She keeps her room that evening, pleading weariness as an excuse for not appearing at dinner. She wants time to think over the joyful change in her prospects before she meets Captain Lockhart again. She is scarcely herself now. Such a strange, tremulous, passionate happiness is thrilling through her heart as makes her nervous with its intensity. Little shafts of fire seem thrilling through her veins. Love, which she had thought never to experience, has taken up its dwelling in her heart, and every nerve thrills with its unspeakable rapture.
"And I was so blind, I thought it only friendship!" the fair young countess murmurs to herself, with a happy smile playing around her lips. "How happy he will be when I tell him that I love him, and that I will be his wife! It cannot be wrong for me to marry him. I am sure he will help me to my vengeance when I tell him of the oath I swore by my father's death-bed. Dear Philip, how grand and handsome he is! He is the noblest of men!"
Lady Clive, having privately questioned her brother as to Vera's fainting fit, and received no satisfaction, is at her wits' end! Why this terrible swoon, when she had deemed Lady Vera well and strong again?
She wonders even more when the young girl appears at breakfast the next morning. Never had the young countess appeared so enchantingly lovely. Clothed in a delicate, white morning dress, with purple pansies at her throat and waist, and all her glorious golden hair floating loosely about her perfect form, with a blush of happiness on her cheeks, and the shy light of tenderness in her splendid eyes, it seemed to all as if her peerless beauty had received a new dower of glory. All wondered, but none knew that the threatening cloud that had overshadowed her life so long had rolled away, and that it was the new light of hope that made her face so radiant.
"You look unusually well, my dear. There is no trace of your illness left this morning," Lady Clive exclaims, with her usual charming good nature, as Lady Vera glides into her seat.
A blush and smile of acknowledgement from the young girl. She glances shyly under her long lashes at Captain Lockhart, who is her vis-a-vis at table. But the handsome soldier, after one slight glance and a courtly bow, does not seem to see her. Miss Montgomery, who sits next him, absorbs his attention this morning. She is a belle and beauty, and has long angled for Captain Lockhart. Seeing Lady Vera so gay and smiling, he resolves not to damp her pleasure by a sight of his own grave, troubled face, so he lends himself assiduously to the coquette's efforts to amuse him, succeeding so well in his plan that she is completely blinded, and murmurs to herself with sudden bitterness:
"He is flirting with Miss Montgomery to show me how little he cares for my rejection. Ah, well, if he is satisfied, I am!"
So the first seeds of pride are sown in her heart by a coquette's petty arts.
"Alas! how slight a cause may move
Dissension between hearts that love!"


Look through the entries below. Report each line that has the word "DIMENSION" in it.

BEGIN SOURCE RECORDS

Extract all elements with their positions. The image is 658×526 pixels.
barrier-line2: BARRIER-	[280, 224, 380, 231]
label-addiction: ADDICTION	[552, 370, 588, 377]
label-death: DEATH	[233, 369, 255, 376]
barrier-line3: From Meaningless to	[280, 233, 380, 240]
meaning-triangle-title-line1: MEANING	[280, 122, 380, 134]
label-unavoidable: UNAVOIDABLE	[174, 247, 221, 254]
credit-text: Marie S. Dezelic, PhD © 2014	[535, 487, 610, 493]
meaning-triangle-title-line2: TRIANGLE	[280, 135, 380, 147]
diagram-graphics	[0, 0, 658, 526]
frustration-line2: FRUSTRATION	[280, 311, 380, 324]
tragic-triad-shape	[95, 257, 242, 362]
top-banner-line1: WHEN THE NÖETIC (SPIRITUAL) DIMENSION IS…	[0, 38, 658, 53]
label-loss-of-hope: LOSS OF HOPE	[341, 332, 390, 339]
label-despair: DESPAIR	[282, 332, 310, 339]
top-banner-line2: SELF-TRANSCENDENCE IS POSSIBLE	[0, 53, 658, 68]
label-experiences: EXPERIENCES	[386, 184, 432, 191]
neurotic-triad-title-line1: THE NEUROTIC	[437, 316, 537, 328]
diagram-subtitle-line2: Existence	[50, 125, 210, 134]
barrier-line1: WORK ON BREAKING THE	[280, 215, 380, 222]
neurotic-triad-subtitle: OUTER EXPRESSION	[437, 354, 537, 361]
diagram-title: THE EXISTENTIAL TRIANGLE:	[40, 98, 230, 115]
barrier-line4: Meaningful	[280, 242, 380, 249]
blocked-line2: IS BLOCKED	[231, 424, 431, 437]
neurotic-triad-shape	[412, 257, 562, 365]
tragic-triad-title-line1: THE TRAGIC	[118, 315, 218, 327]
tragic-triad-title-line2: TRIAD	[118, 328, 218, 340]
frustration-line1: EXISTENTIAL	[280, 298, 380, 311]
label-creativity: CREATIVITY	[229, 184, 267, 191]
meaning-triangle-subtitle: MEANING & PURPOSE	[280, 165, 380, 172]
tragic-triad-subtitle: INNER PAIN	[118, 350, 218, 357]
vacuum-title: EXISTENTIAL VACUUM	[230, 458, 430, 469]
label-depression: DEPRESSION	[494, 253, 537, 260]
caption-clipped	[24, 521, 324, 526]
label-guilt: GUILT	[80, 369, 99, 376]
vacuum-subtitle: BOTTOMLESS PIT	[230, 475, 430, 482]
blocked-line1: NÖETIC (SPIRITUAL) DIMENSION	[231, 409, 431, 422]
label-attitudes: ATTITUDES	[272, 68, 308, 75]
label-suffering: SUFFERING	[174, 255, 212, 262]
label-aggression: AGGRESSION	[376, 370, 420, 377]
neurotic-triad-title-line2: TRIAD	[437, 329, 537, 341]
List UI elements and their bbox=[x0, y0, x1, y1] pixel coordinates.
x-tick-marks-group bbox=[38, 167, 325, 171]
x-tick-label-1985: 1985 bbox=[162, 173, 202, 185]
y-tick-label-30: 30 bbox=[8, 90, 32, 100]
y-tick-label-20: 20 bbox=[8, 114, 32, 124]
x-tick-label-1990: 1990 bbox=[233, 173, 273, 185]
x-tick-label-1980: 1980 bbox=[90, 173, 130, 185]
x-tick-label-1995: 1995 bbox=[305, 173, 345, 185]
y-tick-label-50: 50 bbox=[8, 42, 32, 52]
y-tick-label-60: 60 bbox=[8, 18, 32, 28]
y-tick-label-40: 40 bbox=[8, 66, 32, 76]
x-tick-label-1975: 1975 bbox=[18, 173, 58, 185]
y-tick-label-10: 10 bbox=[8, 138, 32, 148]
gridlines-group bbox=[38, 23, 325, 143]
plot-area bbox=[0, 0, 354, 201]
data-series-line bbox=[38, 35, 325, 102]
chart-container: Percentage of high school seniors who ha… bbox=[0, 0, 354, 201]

END SOURCE RECORDS

:: SOLUTION FOR THIS EXERCISE ::
top-banner-line1: WHEN THE NÖETIC (SPIRITUAL) DIMENSION IS…	[0, 38, 658, 53]
blocked-line1: NÖETIC (SPIRITUAL) DIMENSION	[231, 409, 431, 422]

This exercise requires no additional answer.